Part of the function of marketing is to get people over this skepticism mountain. One method of doing that is to let the customer experience your products or services for free the first time. Go into any Costco on a Saturday and you will see this technique at work. If you taste something you really like, and you are hungry, the likelihood that you will make a purchase is extremely high. If your product is good, letting someone try it for free for the first time gets past the argument that they are taking a huge chance on something they may not like. It opens the door for the sale – which is what marketing is supposed to do. Think of the products you use on a regular basis. How many of them were first given to you as a free trial product? The shaving gel I use, the toothpaste I purchase, the cereal I eat at breakfast – all of these first came as a free sample. Sample is a key word here. If you do use the free trial method, make sure you are not giving away the entire product.

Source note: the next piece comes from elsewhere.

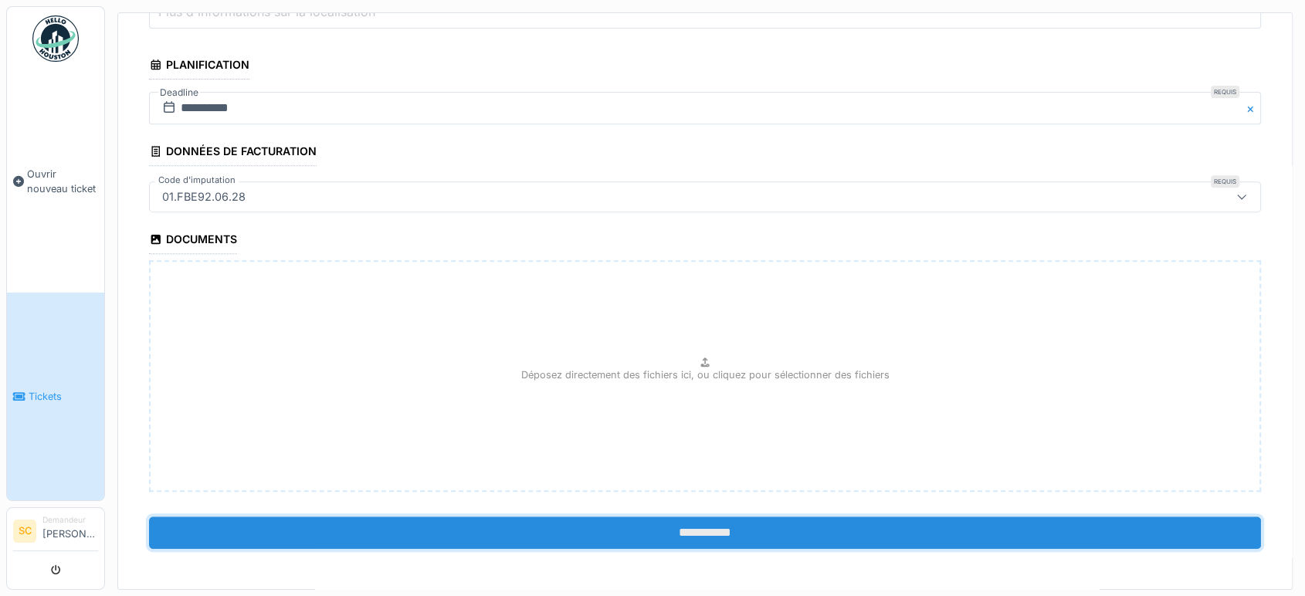 This screenshot has width=1305, height=596. Describe the element at coordinates (56, 396) in the screenshot. I see `a: Tickets` at that location.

Keep them wanting more. Those servers in Costco just give you a bite on a toothpick, not the entire meal.

If you do not have a product or service that is easily given away, the next best method to getting a customer over their skepticism is a demonstration. For instance, if you have a lawn care company, applying your products in the front yard of a strategically located house in a high-end neighborhood on a Saturday morning at 10:00 a.m. will get the attention of other neighbors. Even better, if you can engage those neighbors in conversation, get them to let you test their soil and give them an analysis of the weeds growing in their yard, you will make a simple demonstration turn into a marketing goldmine. The old Fuller Brush Company made a name for themselves with their door-to-door sales techniques in the 1950s and 60s. Can you imagine making a cold call from one doorstep to another? This was their marketing plan – and it worked. One of the marketing tactics they trained their salesmen to use was a demonstration. My mother used to buy their products because the Fuller Brush man showed up one day when she was cleaning potatoes. He demonstrated how easy it was to clean dirt off of a potato skin with their brushes. A sale was made, and every time he came back, he asked if she needed new brushes. It was all she ever used.

Do you have a product or service that can be given away as a free trial? Can you set up a demonstration of your product or services for your customers? Doing so could help you get the skeptics over the mountain that keeps them from purchasing from you.